Newswise — So you feel like you're sending your college-bound child off to a foreign land? In many ways you are, says Rowan University sociologist Jay Chaskes, who has studied the first-year college experience.

The experiences college freshmen have--and the challenges they face--are akin to immigrant experiences, according to Chaskes, founder and director of the Center for the Study of Student Culture at Rowan.

"A college student's first-year experience is a process of re-socialization to a new cultural environment very much like the process of acculturation that immigrants experience upon arrival in their new homeland," says Chaskes, noting that first-year students must adapt to the collegiate culture, build a social network with classmates and learn a new academic "language."

But many first-year students expect their experiences to be much like high school, says Chaskes. To help freshmen adjust, schools across the nation have paid careful attention to the "first-year experience." Still, Chaskes, who teaches a senior seminar course on the sociology of the college student, says more attention needs to be paid to students throughout their collegiate careers.

"Everyone thinks the freshman year is difficult, but many schools lose most of their students in the fourth and fifth semesters," says Chaskes.

Students who are most successful in college generally know their strengths and weaknesses, according to Chaskes.

"The most successful ones understand their deficiencies," he says. "They know what they do well and what they have to work on. Most importantly, they're not afraid to ask for help."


(Work instruction): Would you please give every entry again exactly, without the pictures?

━━━━━ Dataset records ━━━━━

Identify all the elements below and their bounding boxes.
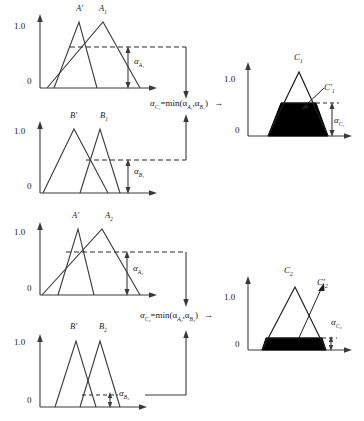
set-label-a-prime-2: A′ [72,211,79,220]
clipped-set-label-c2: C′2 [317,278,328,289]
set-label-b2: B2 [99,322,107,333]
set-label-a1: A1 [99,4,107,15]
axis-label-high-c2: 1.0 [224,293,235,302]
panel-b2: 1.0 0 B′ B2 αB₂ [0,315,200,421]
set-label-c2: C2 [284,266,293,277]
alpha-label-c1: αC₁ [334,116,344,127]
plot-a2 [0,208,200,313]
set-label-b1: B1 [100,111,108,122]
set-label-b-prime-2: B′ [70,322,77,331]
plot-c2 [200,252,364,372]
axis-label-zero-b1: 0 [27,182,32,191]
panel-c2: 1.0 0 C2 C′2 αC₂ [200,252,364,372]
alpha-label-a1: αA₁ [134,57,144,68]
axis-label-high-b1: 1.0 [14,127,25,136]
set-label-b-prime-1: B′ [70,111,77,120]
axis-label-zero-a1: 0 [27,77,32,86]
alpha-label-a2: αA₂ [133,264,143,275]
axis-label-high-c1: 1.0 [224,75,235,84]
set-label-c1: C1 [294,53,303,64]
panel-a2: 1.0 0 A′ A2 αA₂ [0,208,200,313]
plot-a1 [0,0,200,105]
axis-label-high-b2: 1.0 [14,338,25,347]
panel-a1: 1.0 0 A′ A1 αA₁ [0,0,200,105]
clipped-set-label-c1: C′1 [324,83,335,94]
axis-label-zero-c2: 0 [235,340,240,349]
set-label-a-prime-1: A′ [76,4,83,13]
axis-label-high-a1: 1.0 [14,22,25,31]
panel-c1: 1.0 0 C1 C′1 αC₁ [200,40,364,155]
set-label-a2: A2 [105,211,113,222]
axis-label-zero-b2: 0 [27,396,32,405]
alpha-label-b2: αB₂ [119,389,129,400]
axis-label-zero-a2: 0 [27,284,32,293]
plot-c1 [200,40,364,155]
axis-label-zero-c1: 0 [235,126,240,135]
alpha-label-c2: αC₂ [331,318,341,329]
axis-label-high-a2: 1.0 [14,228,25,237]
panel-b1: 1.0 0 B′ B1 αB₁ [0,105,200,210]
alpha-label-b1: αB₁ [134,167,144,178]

━━━━━

(Solution to the exercise):
Identify all the elements below and their bounding boxes.
set-label-a-prime-2: A′ [72,211,79,220]
clipped-set-label-c2: C′2 [317,278,328,289]
set-label-b2: B2 [99,322,107,333]
set-label-a1: A1 [99,4,107,15]
axis-label-high-c2: 1.0 [224,293,235,302]
panel-b2: 1.0 0 B′ B2 αB₂ [0,315,200,421]
set-label-c2: C2 [284,266,293,277]
alpha-label-c1: αC₁ [334,116,344,127]
plot-a2 [0,208,200,313]
set-label-b1: B1 [100,111,108,122]
set-label-b-prime-2: B′ [70,322,77,331]
plot-c2 [200,252,364,372]
axis-label-zero-b1: 0 [27,182,32,191]
panel-c2: 1.0 0 C2 C′2 αC₂ [200,252,364,372]
alpha-label-a1: αA₁ [134,57,144,68]
axis-label-high-b1: 1.0 [14,127,25,136]
set-label-b-prime-1: B′ [70,111,77,120]
axis-label-zero-a1: 0 [27,77,32,86]
alpha-label-a2: αA₂ [133,264,143,275]
axis-label-high-c1: 1.0 [224,75,235,84]
set-label-c1: C1 [294,53,303,64]
panel-a2: 1.0 0 A′ A2 αA₂ [0,208,200,313]
plot-a1 [0,0,200,105]
axis-label-high-b2: 1.0 [14,338,25,347]
panel-a1: 1.0 0 A′ A1 αA₁ [0,0,200,105]
clipped-set-label-c1: C′1 [324,83,335,94]
axis-label-zero-c2: 0 [235,340,240,349]
set-label-a-prime-1: A′ [76,4,83,13]
axis-label-high-a1: 1.0 [14,22,25,31]
panel-c1: 1.0 0 C1 C′1 αC₁ [200,40,364,155]
set-label-a2: A2 [105,211,113,222]
axis-label-zero-b2: 0 [27,396,32,405]
alpha-label-b2: αB₂ [119,389,129,400]
axis-label-zero-a2: 0 [27,284,32,293]
plot-c1 [200,40,364,155]
axis-label-zero-c1: 0 [235,126,240,135]
alpha-label-c2: αC₂ [331,318,341,329]
axis-label-high-a2: 1.0 [14,228,25,237]
panel-b1: 1.0 0 B′ B1 αB₁ [0,105,200,210]
alpha-label-b1: αB₁ [134,167,144,178]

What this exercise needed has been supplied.